Absolute Position Error Raw NN Mean (mm) 267.8350 6.4760 Standard derivation (mm) 76.5174 3.4331 Maximum (mm) 430.9926 25.9110

After testing neural network with training data, we need to measure its ability to handle unseen data. The underlying idea is to construct a testing dataset. To this end, the end-effector of the Scalable-SPIDAR haptic device was moved in random trajectories of sequential points.

These paths represent groups of data points within our predetermined working space. Following this, corresponding point measurements of both the Scalable-SPIDAR and the IR optical tracking system can be obtained, thus allowing evaluating the generalization capability of our network.

Table 3 Error statistics in generalization

Absolute Position Error Raw NN

Mean (mm) 263.0445 14.5080

Standard derivation (mm) 73.9771 8.3958 Maximum (mm) 415.8266 74.5346

Table 3 summarizes the results of the calibration based on the data from the testing dataset. A close examination shows that our neural network does not keep the same performances as in training, but it is still ranging within reasonable error band of 14.5080 ± 8.3958 mm.

5.3 Calibration using support vector regression

In this section, we applied support vector regression (SVR) for calibrating the Scalable- SPIDAR haptic device. The convergence of support vector machine depends on the selection of a kernel function. Kernel functions project the data into high dimensional feature space. This work uses that radial basis function to perform better than polynomial and linear functions in demining a relationship between Scalable-SPIADR and optical tracking system data. In the following, trials radial basis kernels were applied:

radial basis fucntionexp(gamma x* ixj 2) (11) where gamma is known as the kernel parameter.

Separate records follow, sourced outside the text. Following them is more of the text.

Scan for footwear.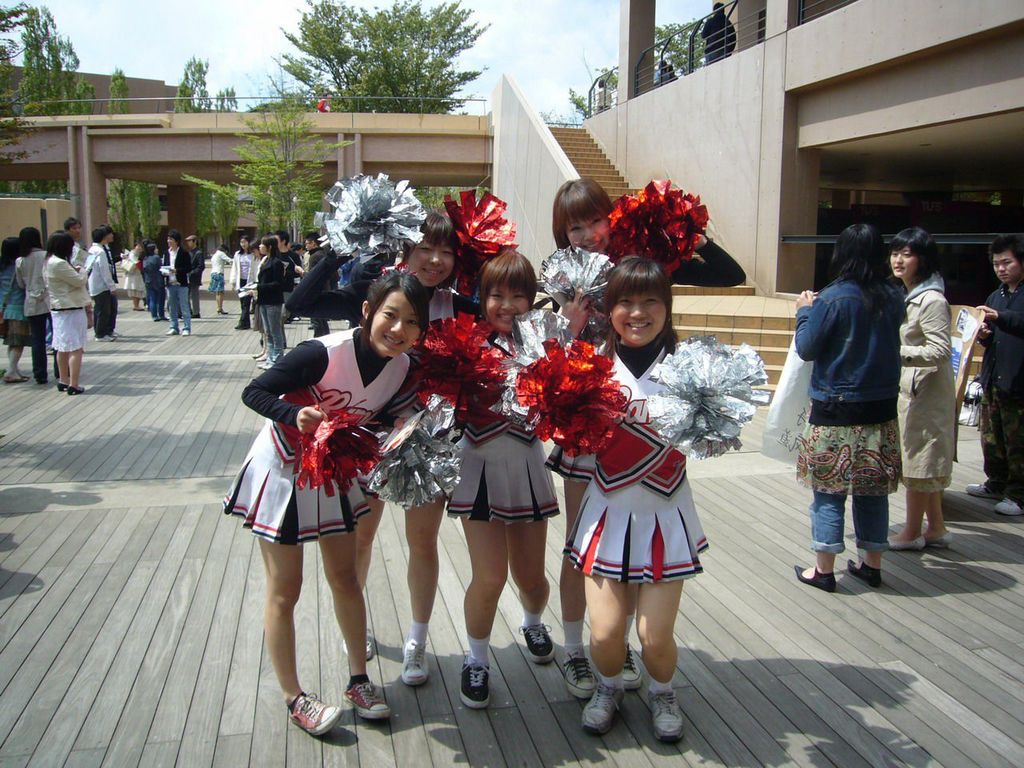
Scan result: [x1=400, y1=626, x2=430, y2=686].
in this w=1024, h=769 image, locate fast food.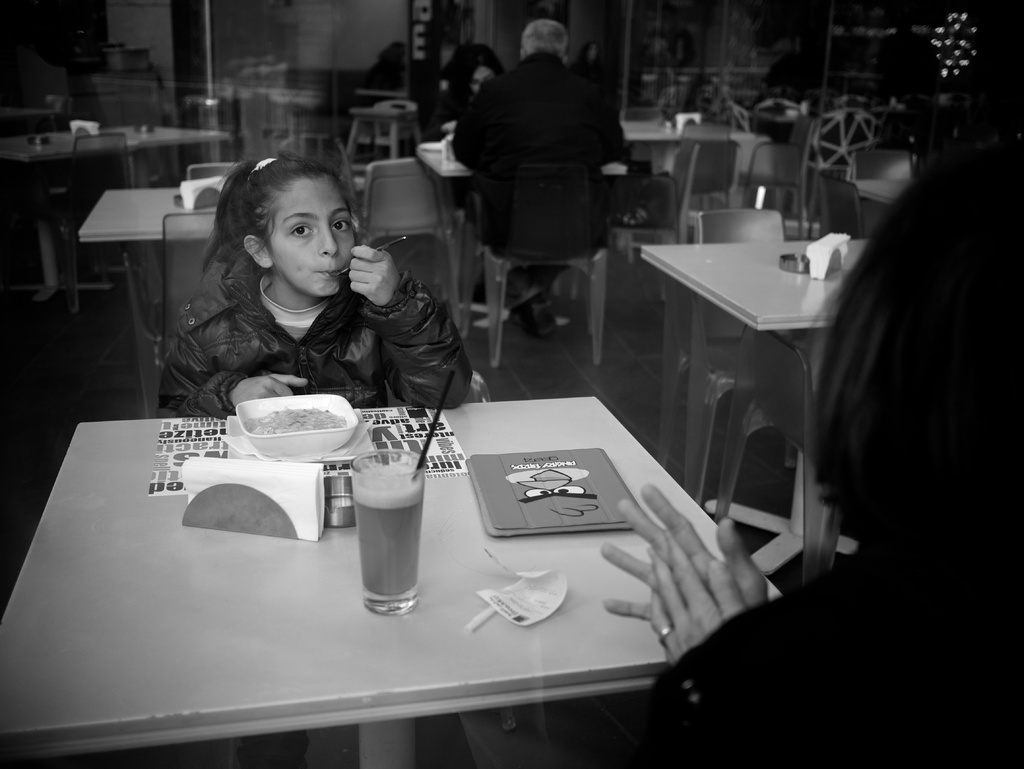
Bounding box: box(222, 401, 363, 456).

A search was performed for the most effective capacity parameter C to enhance generalization accuracy of the regression method. The capacity measures the flexibility or richness of regression functions and gives the protection against over fitting. In experiments, the capacity was set to values between 30 and 100. Another parameter used in the training of support vector regression is epsilon, which checks the insensitivity of the regression. The algorithm assumes that estimations that lie within epsilon distance of their true values are accurate enough. Epsilon was chosen to be equal to 0.01.